# AVAILABLE DATA
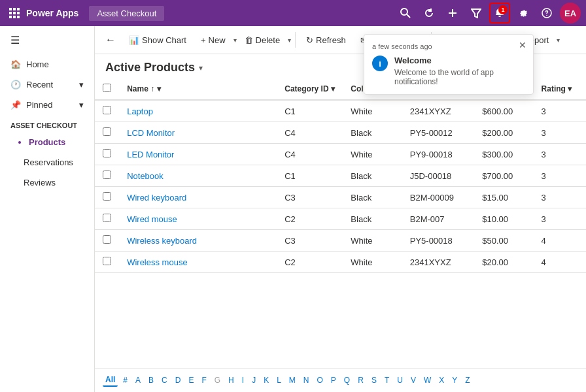  I want to click on plus-icon, so click(453, 13).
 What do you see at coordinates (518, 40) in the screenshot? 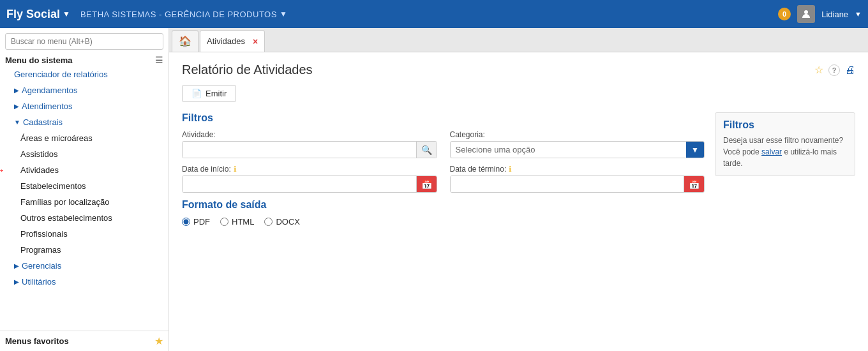
I see `tabs-bar: 🏠 Atividades ×` at bounding box center [518, 40].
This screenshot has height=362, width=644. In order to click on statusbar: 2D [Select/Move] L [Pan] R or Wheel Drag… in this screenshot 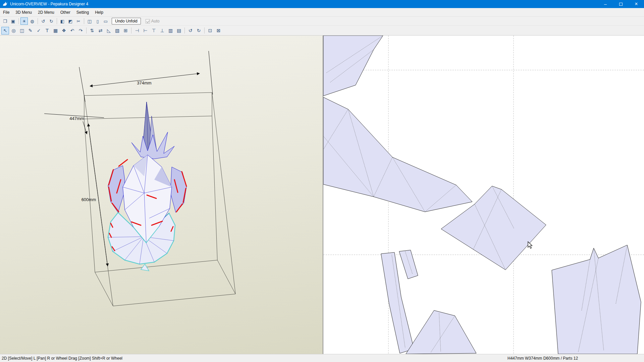, I will do `click(322, 358)`.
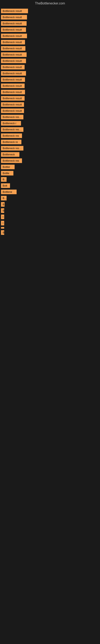 Image resolution: width=100 pixels, height=644 pixels. Describe the element at coordinates (11, 123) in the screenshot. I see `bottleneck-result-box: Bottleneck r` at that location.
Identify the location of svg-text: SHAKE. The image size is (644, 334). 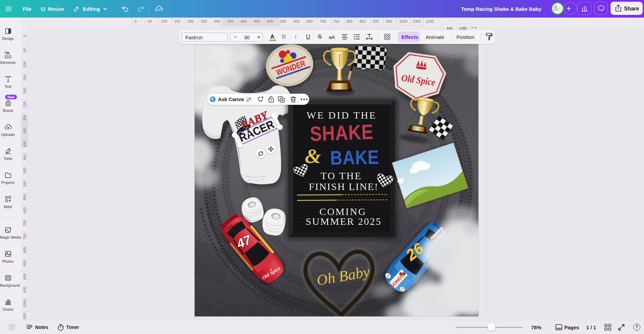
(342, 133).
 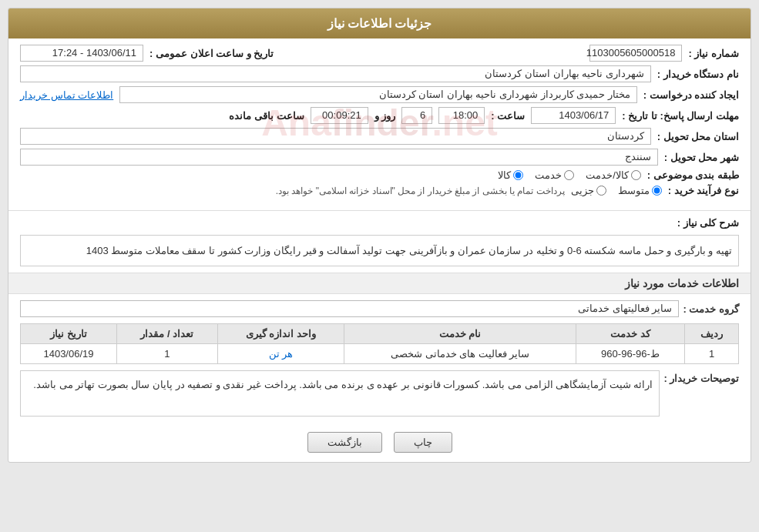 What do you see at coordinates (166, 354) in the screenshot?
I see `cell-quantity: 1` at bounding box center [166, 354].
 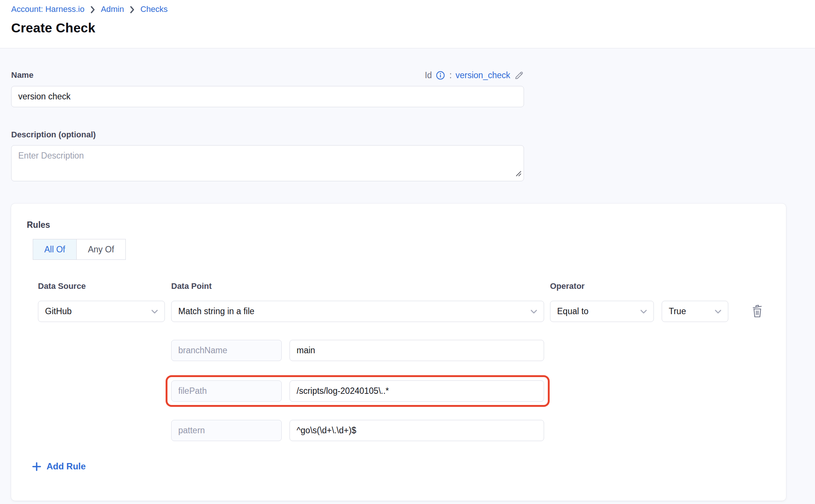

# TASK DESCRIPTION
All that should be printed is the lines from the one containing "Identify the location" through the last line of the material above, both ends included, exactly as they stand; please skip the pictures.

# SOLUTION TO THIS TASK
Identify the location of svg-text: SHAKE. The image size is (644, 334). 
(342, 133).
  What do you see at coordinates (166, 354) in the screenshot?
I see `cell-quantity: 1` at bounding box center [166, 354].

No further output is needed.